## [What to produce]
Range to output from the entries below: the line containing "This screenshot has width=868, height=376." through the line containing "This screenshot has width=650, height=812.". Set it down exactly, ends included, nothing else.

START Input material

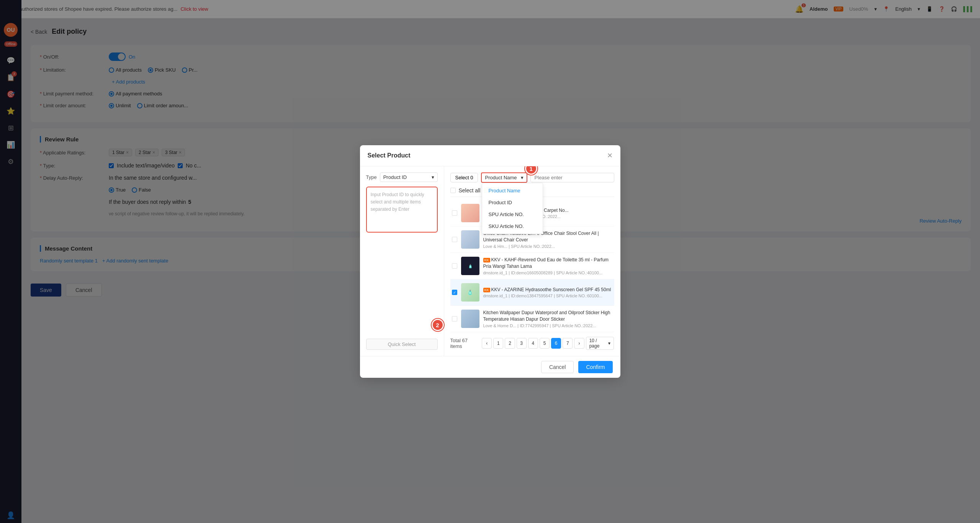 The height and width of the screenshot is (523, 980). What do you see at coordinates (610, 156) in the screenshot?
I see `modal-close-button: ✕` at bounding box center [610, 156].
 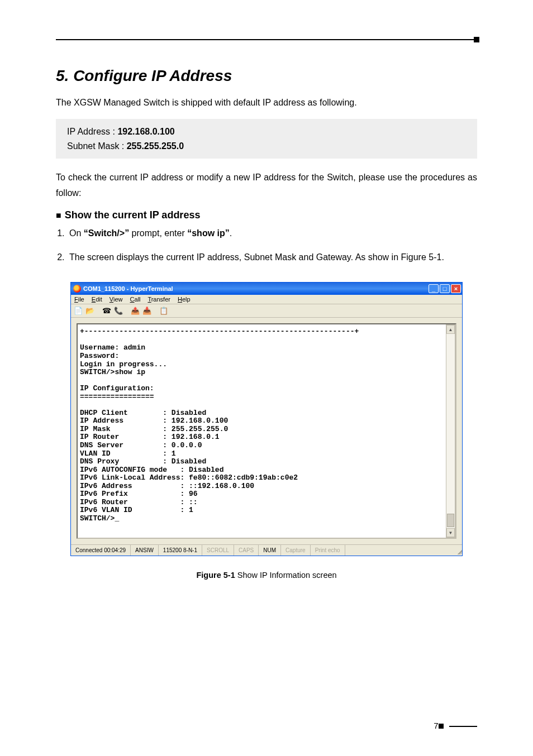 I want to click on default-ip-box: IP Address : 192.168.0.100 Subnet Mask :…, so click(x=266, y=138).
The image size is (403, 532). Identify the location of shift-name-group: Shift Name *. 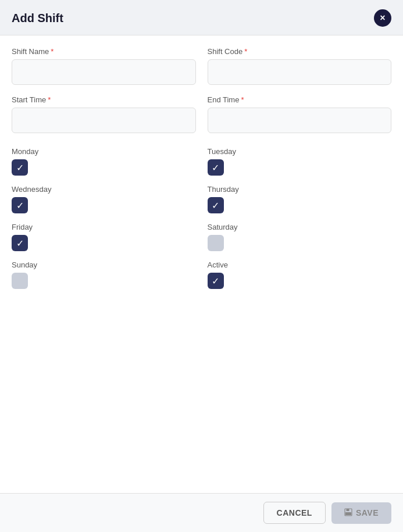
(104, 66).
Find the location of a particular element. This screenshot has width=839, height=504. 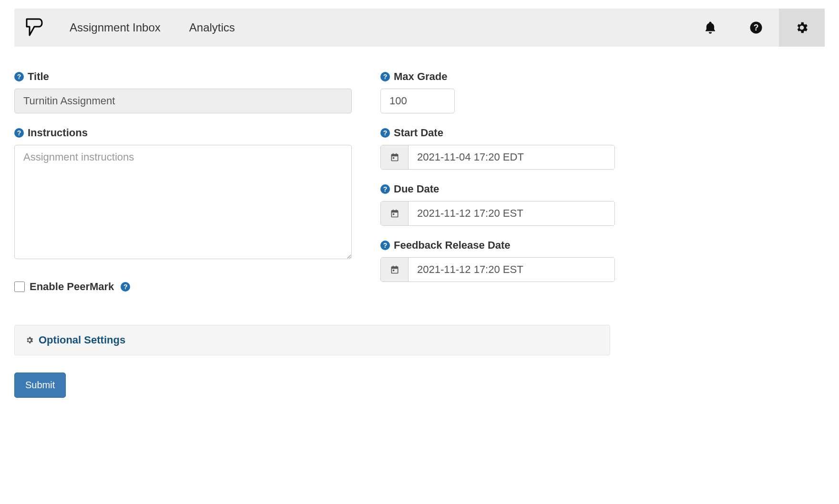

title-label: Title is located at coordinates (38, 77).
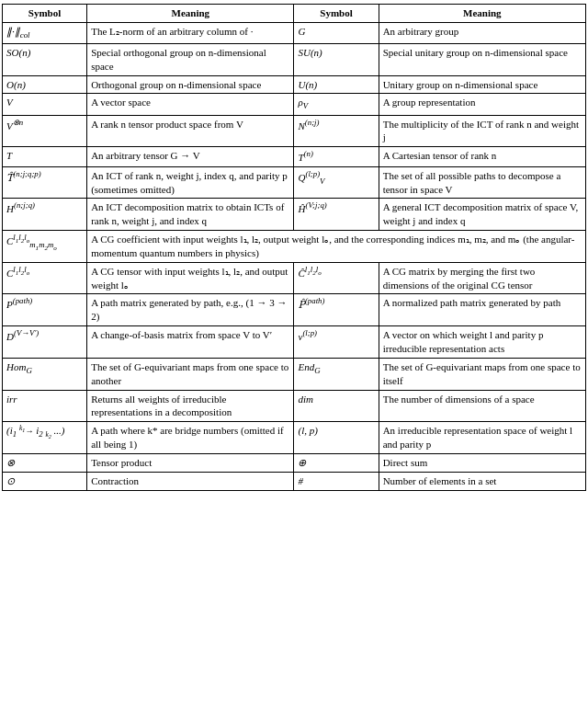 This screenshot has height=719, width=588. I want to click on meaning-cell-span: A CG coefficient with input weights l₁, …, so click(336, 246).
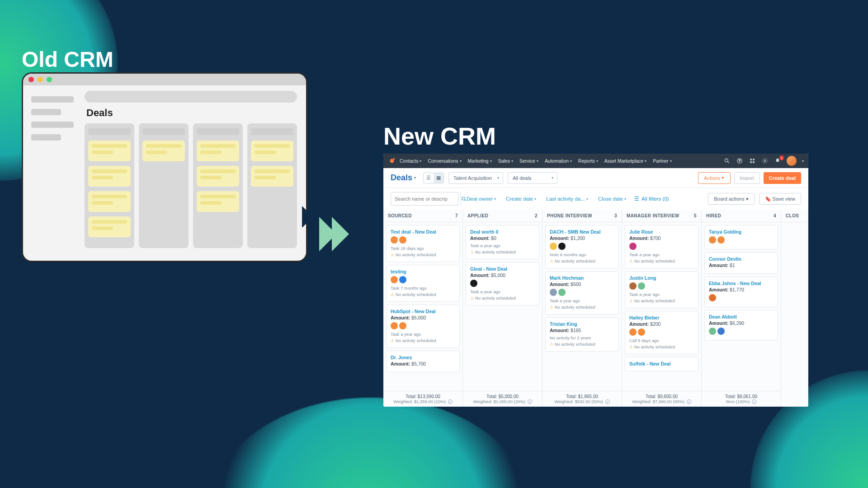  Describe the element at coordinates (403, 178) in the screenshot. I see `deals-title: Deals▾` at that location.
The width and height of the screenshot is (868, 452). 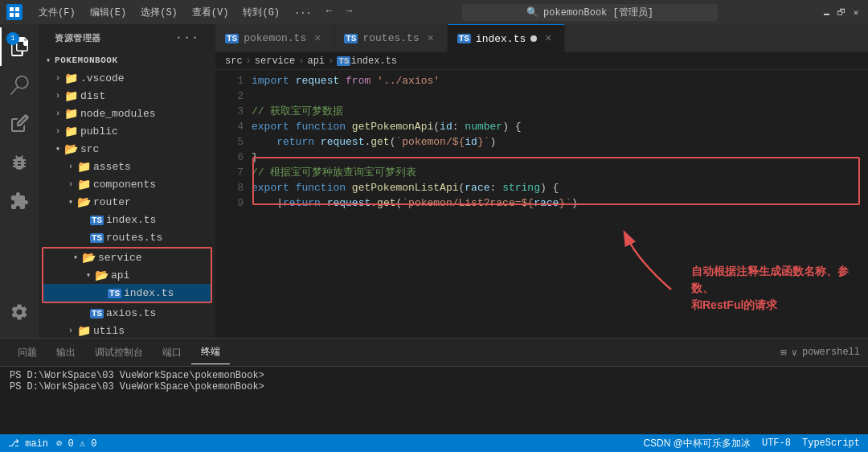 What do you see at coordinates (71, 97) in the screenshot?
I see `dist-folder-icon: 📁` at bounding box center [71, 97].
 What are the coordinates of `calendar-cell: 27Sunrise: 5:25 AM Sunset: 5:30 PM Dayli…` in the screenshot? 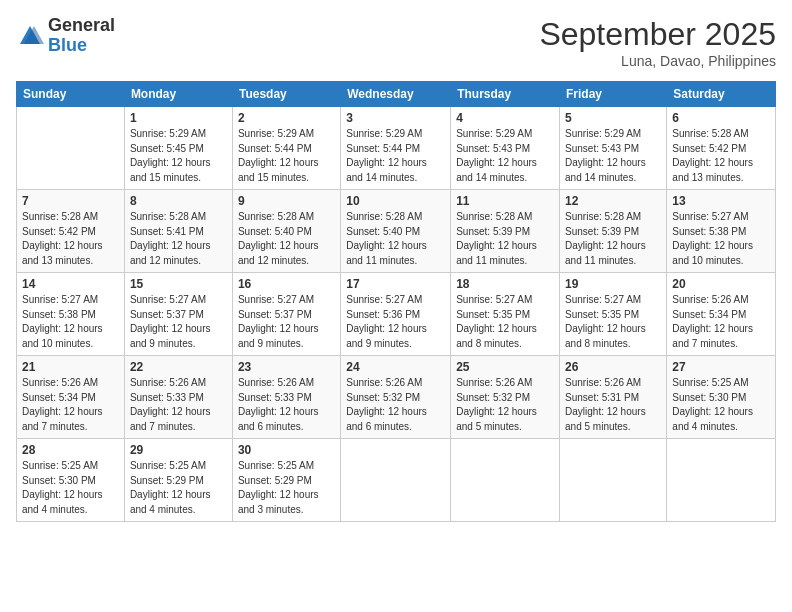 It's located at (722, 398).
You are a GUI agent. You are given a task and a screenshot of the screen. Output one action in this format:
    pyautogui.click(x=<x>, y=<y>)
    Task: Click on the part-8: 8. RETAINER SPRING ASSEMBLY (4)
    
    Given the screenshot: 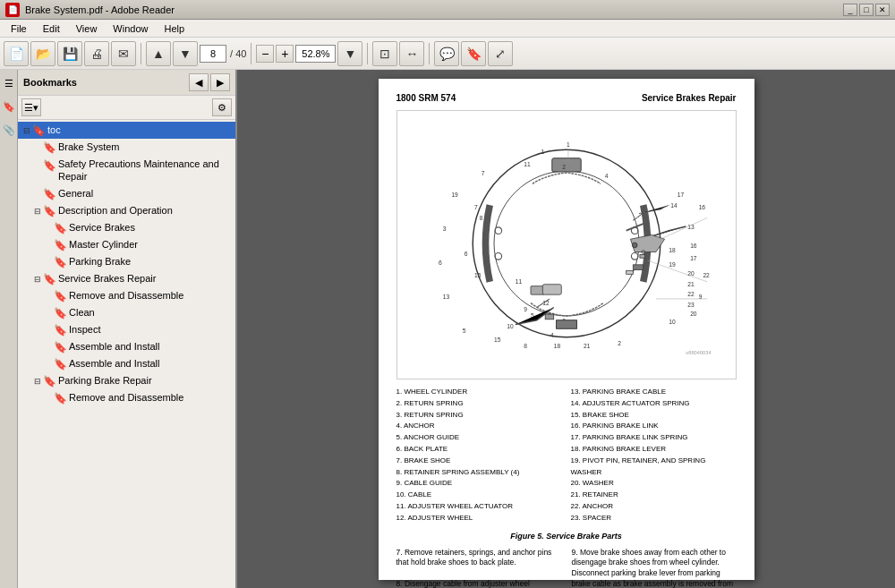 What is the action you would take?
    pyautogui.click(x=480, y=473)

END Input material
START Input material

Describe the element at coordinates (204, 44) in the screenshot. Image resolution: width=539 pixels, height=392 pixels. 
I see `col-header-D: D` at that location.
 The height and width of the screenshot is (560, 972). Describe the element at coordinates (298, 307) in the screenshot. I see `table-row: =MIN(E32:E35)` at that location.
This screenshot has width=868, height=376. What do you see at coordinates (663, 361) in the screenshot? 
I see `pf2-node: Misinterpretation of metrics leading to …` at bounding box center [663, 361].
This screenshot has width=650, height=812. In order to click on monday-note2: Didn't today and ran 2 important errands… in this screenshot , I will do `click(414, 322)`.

END Input material

## [Answer area]
This screenshot has width=868, height=376. What do you see at coordinates (663, 361) in the screenshot? 
I see `pf2-node: Misinterpretation of metrics leading to …` at bounding box center [663, 361].
This screenshot has width=650, height=812. In order to click on monday-note2: Didn't today and ran 2 important errands… in this screenshot , I will do `click(414, 322)`.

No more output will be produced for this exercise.